Unless you're doing serious work where time is money or need the absolute best, I still think AM4 is the wiser "bang for buck" buy currently.

AM4's upgrade path made sense with old Ryzen that wasn't the best with gaming but was cheap, and V-Cache was a great addition at the end.

It's not the same with AM5, and CPUs are so good now that just plop one in and you're good for many years.
 
Let me put my tinfoil hat on for a second.
CAMM2 modules will lead to RAM soldered onto the motherboards, apple style. Give it ten years.

We're starting to see on-package RAM already. It costs more energy to move data than to compute with it, so finding ways to minimize losses in data movement is increasingly important.
 
Let me put my tinfoil hat on for a second.
CAMM2 modules will lead to RAM soldered onto the motherboards, apple style. Give it ten years.
CAMM2 is explicitly designed to avoid that scenario. The problems with signal integrity and power consumption are what led us to soldered on RAM in the first place and CAMM2 is the compromise.
 
Let me put my tinfoil hat on for a second.
CAMM2 modules will lead to RAM soldered onto the motherboards, apple style. Give it ten years.
We're starting to see on-package RAM already. It costs more energy to move data than to compute with it, so finding ways to minimize losses in data movement is increasingly important.
Ultimately, most memory or a usable chunk of it will be added directly inside 3D CPUs (probably APUs) as big L4 caches that sit tens/hundreds of nanometers away from where it's needed. That will be completely irreplaceable (even soldered memory can be modded by skilled laborers). You could still have external memory even when using L4/memory-on-package. We can find this on the market today with Intel Xeon Max, which lets you use an HBM Only mode (64 GB) with no DDR5 DIMMs populated, or use the HBM as a separate tier or cache with DIMMs. Intel may be putting out some kind of L4 cache on the consumer market soon with "Adamantine", but it is delayed.
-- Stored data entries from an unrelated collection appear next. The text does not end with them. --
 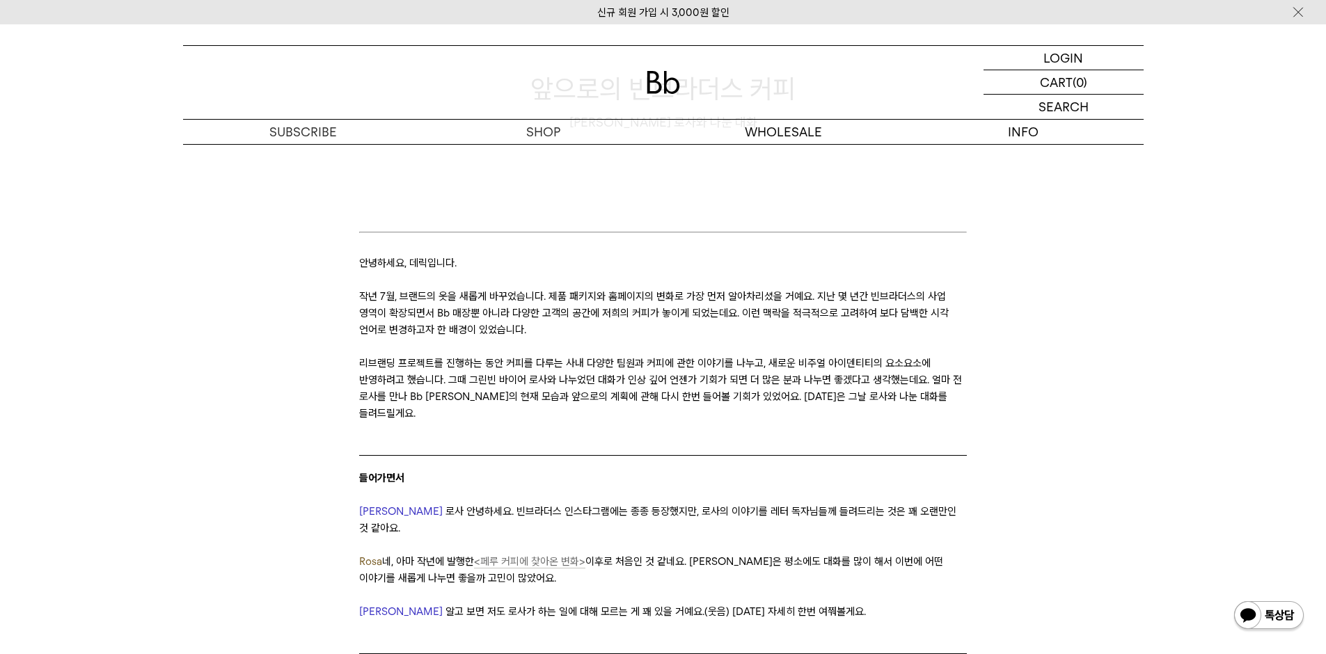 What do you see at coordinates (1064, 107) in the screenshot?
I see `p: SEARCH` at bounding box center [1064, 107].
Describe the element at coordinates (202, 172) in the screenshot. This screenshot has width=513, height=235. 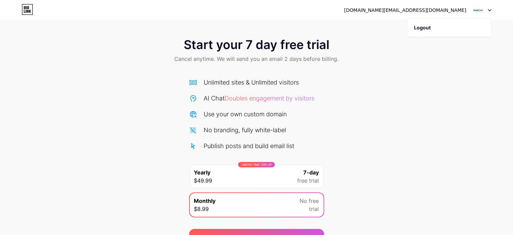
I see `span: Yearly` at that location.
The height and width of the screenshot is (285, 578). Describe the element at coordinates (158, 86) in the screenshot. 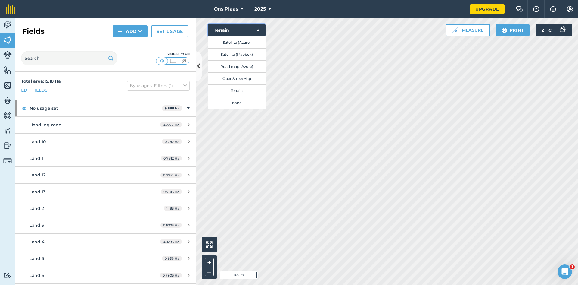

I see `button: By usages, Filters (1)` at that location.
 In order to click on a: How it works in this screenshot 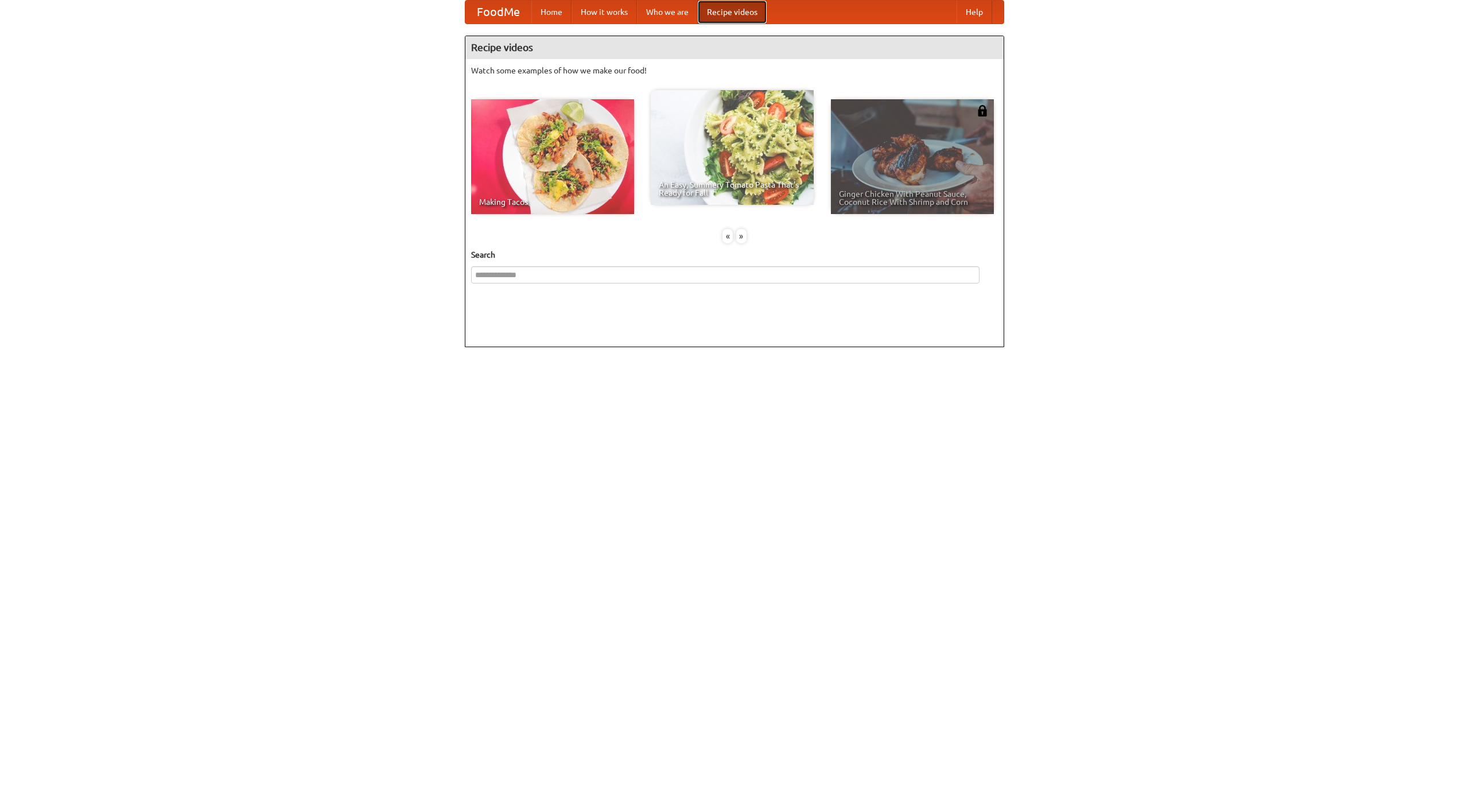, I will do `click(604, 12)`.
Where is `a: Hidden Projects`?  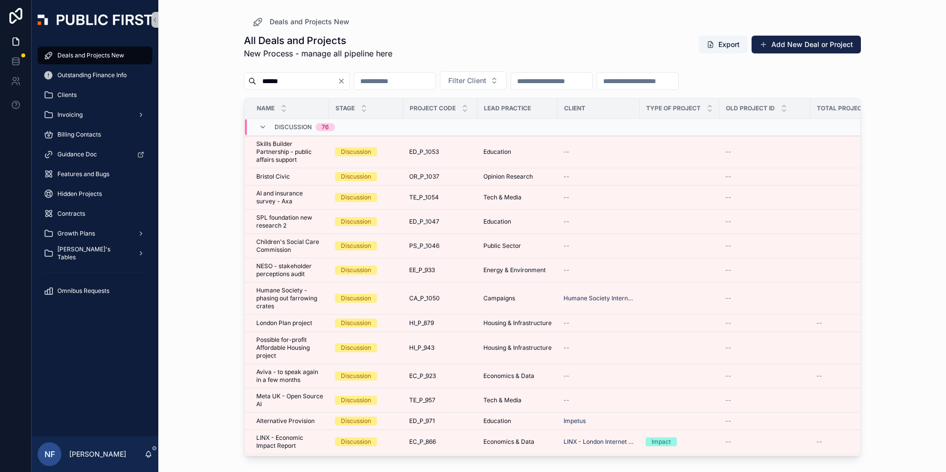
a: Hidden Projects is located at coordinates (95, 194).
The signaling issues with SO-DIMM made it impractical to continue using it. It remains to be seen if CAMM will replace desktop DIMMs. As for soldered, a user-replaceable standard can reduce the amount of SKUs a manufacturer needs to offer. As long as CAMM doesn't run into a brick wall like SO-DIMM did, it will probably stick around.
 
Xeon Max was an attempt to do something about 3D V-Cache, which is tearing up the HPC market. For simulation workloads, if your code isn't on GPUs, nothing beats an EPYC with V-Cache...including a Xeon Max. It turns out the interface can't actually handle the advertised 1.6 TB/s bandwidth. EPYC can't really deliver its advertised bandwidth, either, but with 12 channels DDR5 vs 4th/5th gen Xeon's 8, it still wins, even more so in real workloads with enhanced cache.

 
How many pins does CAMM have over DIMM?
Slightly more per channel. but pretty comparable.
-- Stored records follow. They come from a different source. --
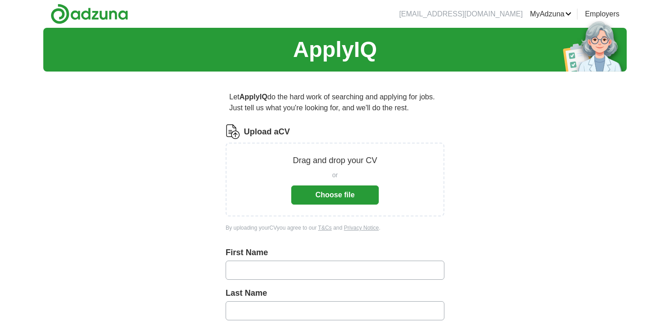 Image resolution: width=670 pixels, height=334 pixels. What do you see at coordinates (89, 14) in the screenshot?
I see `img: Adzuna logo` at bounding box center [89, 14].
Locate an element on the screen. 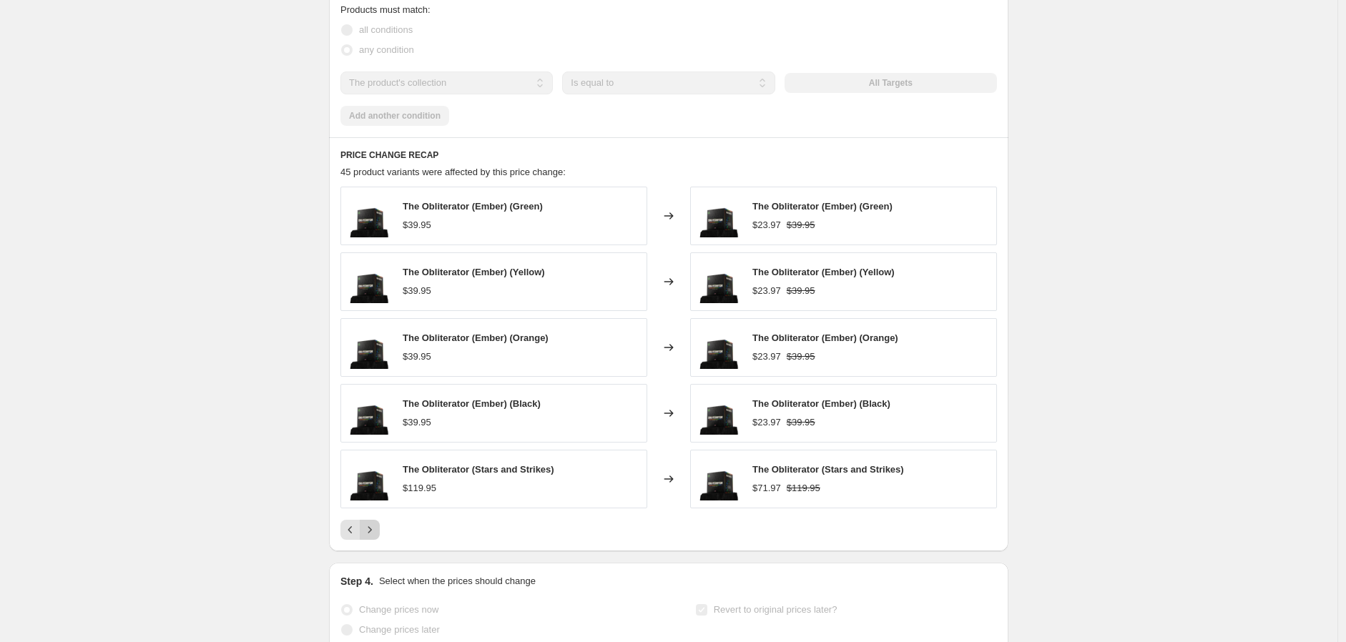  span: any condition is located at coordinates (386, 49).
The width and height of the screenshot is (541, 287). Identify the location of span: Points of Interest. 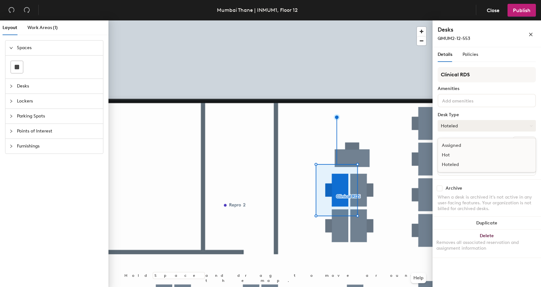
(58, 131).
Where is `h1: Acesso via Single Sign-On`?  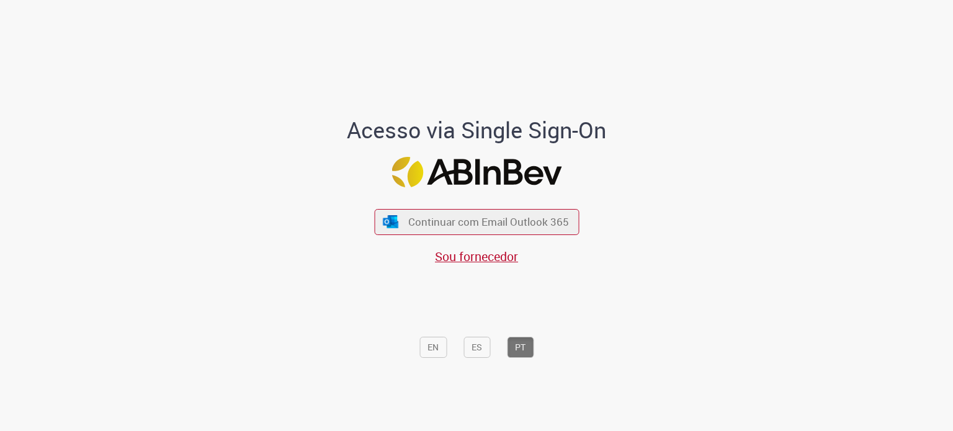
h1: Acesso via Single Sign-On is located at coordinates (477, 130).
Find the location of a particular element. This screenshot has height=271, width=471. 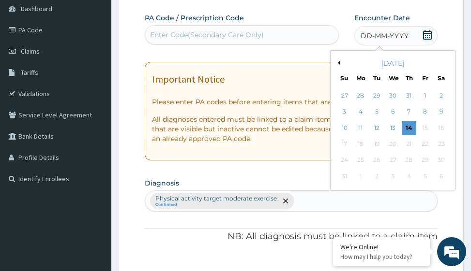

div: Choose Sunday, August 10th, 2025 is located at coordinates (344, 128).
The biggest difference isn't number of connections but rather the geometry. Memory speeds have gotten so high that even slight differences in trace lengths are causing bus signals to arrive out of sync with each other (necessitating either artificially elongated traces or complicated circuitry for synchronization) and having to propagate high frequency signals at right angles like DIMM does creates its own issues with reflection and parasitic capacitance.